When your daily activities are in concert with your highest priorities, you have a credible claim to inner peace. – Hyrum Smith


12/25/23

This is Christmas?

 I sit in my same morning spot.  It looks different this morning.  I'm usually staring at a black square of window, trying to squeeze in some quiet time, before sleepy-eyed children shuffle in to ask about breakfast as the the school day begins.  But today, the sun is streaming in.  It's nearly nine, and they are all still tucked into bed.

You really can't beat this view...roses by the window, heavy, full blooms nodding in the breeze.  Tall pine trees, arms outstretched framing the view of our sleepy little village, a collection of brown-tiled roofs and green, weathered copper pipes.  It's picture book perfect.  The vineyards that roll down the hills toward the lake have been trimmed back for the season.   Dipping and curving in neat rows, they carry an air of order and refinement that permeates the Swiss countryside.  Where the vineyards end, still-green swaths of farmland are cleanly split down the middle by the thin highway that runs parallel to the lake.  From up here, the lake looks more like a river, a blue-gray ribbon stretching as far as the eye can see in either direction.  Across the lake, the lights of France still twinkle in the shadow of the mountains.  Layer upon layer of purple peaks criss cross each other in imperfect triangles.  Above the jagged ridges, sits Mont Blanc in stark, white contrast, as if God began to build a snowman and stopped halfway through.  

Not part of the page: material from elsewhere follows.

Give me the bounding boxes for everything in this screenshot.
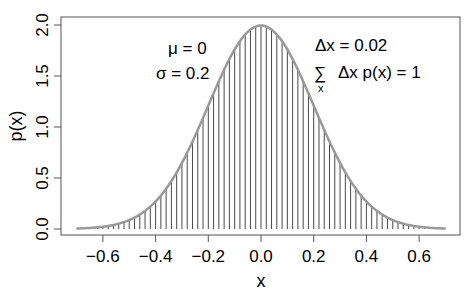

As my vision zooms back in, my attention is drawn to the pink rose bloom dancing just outside the window.  How is that even possible?  It's December 25 in Switzerland.  Shouldn't there be snow?  Holiday music is playing on my phone, but it certainly doesn't feel like Christmas.  I remember this feeling.  I felt it in Singapore, where we celebrated a few hot, sticky Christmases, tossing marshmallows at each other in the kitchen (our Singaporean snowball fight) and swimming in the pool in the afternoon.

It makes me think...What is Christmas?  Is it the decorations?  I hope not.  Some are still in storage in the States.  Some of the sweetest ones, handmade on paper or wood, have been destroyed by the mould that grows in our storage area here.  One of the saddest holiday moments I ever experienced happened this year when I went to wipe off a preschool picture ornament, and Parker's entire face was wiped away in one swipe of my thumb.  Even Jack, who generally doesn't concern himself with decor, commented on the sad lack of Christmas decorations this year.  So, I hope it's not just the decorations.

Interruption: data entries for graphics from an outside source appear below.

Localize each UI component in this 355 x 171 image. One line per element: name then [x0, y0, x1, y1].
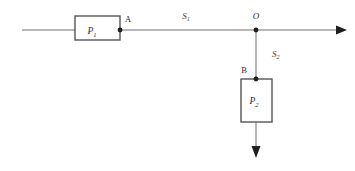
node-label-o: O [253, 11, 260, 21]
pipeline-branch-diagram: P1 P2 S1 S2 A O B [0, 0, 355, 171]
node-label-a: A [125, 14, 132, 24]
segment-label-s1-sub: 1 [187, 15, 190, 22]
node-dot-b [254, 77, 259, 82]
diagram-canvas: P1 P2 S1 S2 A O B [0, 0, 355, 171]
arrowhead-down-icon [252, 146, 261, 158]
segment-label-s2-sub: 2 [277, 53, 280, 60]
component-box-p1 [75, 16, 120, 40]
node-dot-a [118, 28, 123, 33]
component-label-p1-sub: 1 [93, 31, 96, 38]
segment-label-s2: S2 [272, 49, 280, 60]
node-dot-o [254, 28, 259, 33]
segment-label-s1: S1 [182, 11, 190, 22]
node-label-b: B [241, 65, 247, 75]
arrowhead-right-icon [336, 26, 347, 35]
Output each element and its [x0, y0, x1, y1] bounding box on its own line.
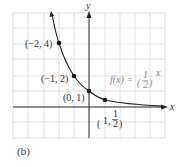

Is its the gifts?  If so, Christmas is cancelled.  There is no 2-day Amazon in Switzerland.  I began ordering gifts for the kids at the end of November.  Some have still not arrived.  Since shipping here from the States is prohibitively expensive, family members send money electronically, and I do my best to buy gifts, but it doesn't always work out.  Or the kids want something electronic (game credits, gift cards, etc.), so that doesn't leave much to open under the tree.  

Is it Santa?  Nope.  Since Caleb learned the truth about Santa, and the tooth fairy, and the leprechauns, and the Easter Bunny last year [a sad year, indeed], the Christmas magic was missing this year.  We couldn't even locate the Elf on the Shelf in our mess of mouldy decorations.  I filled the stockings last night before the kids even went to bed.  Jack, in desperate need for tradition and magic, baked cookies for Santa.  And Caleb ate them.  Just sad.

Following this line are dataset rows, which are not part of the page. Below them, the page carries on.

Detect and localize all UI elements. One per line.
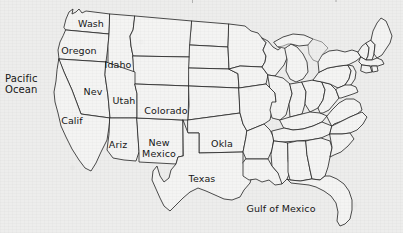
state-michigan	[285, 44, 308, 82]
state-maine	[371, 18, 392, 58]
state-connecticut	[361, 65, 372, 73]
state-northdakota	[190, 21, 229, 47]
state-southdakota	[189, 45, 229, 69]
state-southcarolina	[330, 133, 354, 157]
state-wyoming	[133, 56, 190, 86]
state-montana	[130, 16, 192, 57]
state-colorado	[135, 84, 189, 120]
state-oregon	[58, 30, 109, 62]
state-arizona	[107, 118, 139, 161]
state-newmexico	[137, 118, 183, 164]
map-page: Wash Oregon Idaho Nev Utah Calif Colorad…	[0, 0, 403, 233]
state-minnesota	[228, 24, 266, 69]
state-nebraska	[189, 68, 239, 88]
us-map	[0, 0, 403, 233]
state-florida	[287, 176, 352, 226]
state-rhodeisland	[372, 66, 378, 72]
state-indiana	[289, 82, 306, 117]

I read the news last night before bed - never a good idea.  Thanks to the war and destruction, Christmas is cancelled in Bethlehem.  Really?  Really, world?  

So, if the decorations and the gifts and the magic are gone...if the very place Christ entered the world is destroyed...why bother?

Because, thankfully, Christmas is bigger than all of that.  I think the early Christians were pretty brilliant the way they hijacked the pagan solstice celebrations.  They didn't let the fact that Jesus wasn't born December 25 stop them.  They let the natural gift of light wash over their weary souls, a predictable, annual promise of warmth and hope to remind us of the love of the One who made us.  Though my faith has shifted and morphed in many ways over my lifetime, I still believe.  I believe that there is purpose in this annual reminder of God's love.  

Even when everything looks bleak - war, poverty, hunger, disappointment, pain, fear, uncertainty - the light enters.  Every year, there is the darkest night; then the light comes.  It's more certain, more reliable than a Swiss clock.  

So today, I celebrate the light.  I will allow my eyes and heart to open to the gifts set right before me.  I will hold them close, breathe them in.  I will savour the smell of their hair, the sound of their heartbeats, the press of their soft cheeks.  Even the dog hair on my sweater.  I am covered in love and light today.  It is a Merry Christmas, indeed.

Wishing you all a light- and love-filled holiday!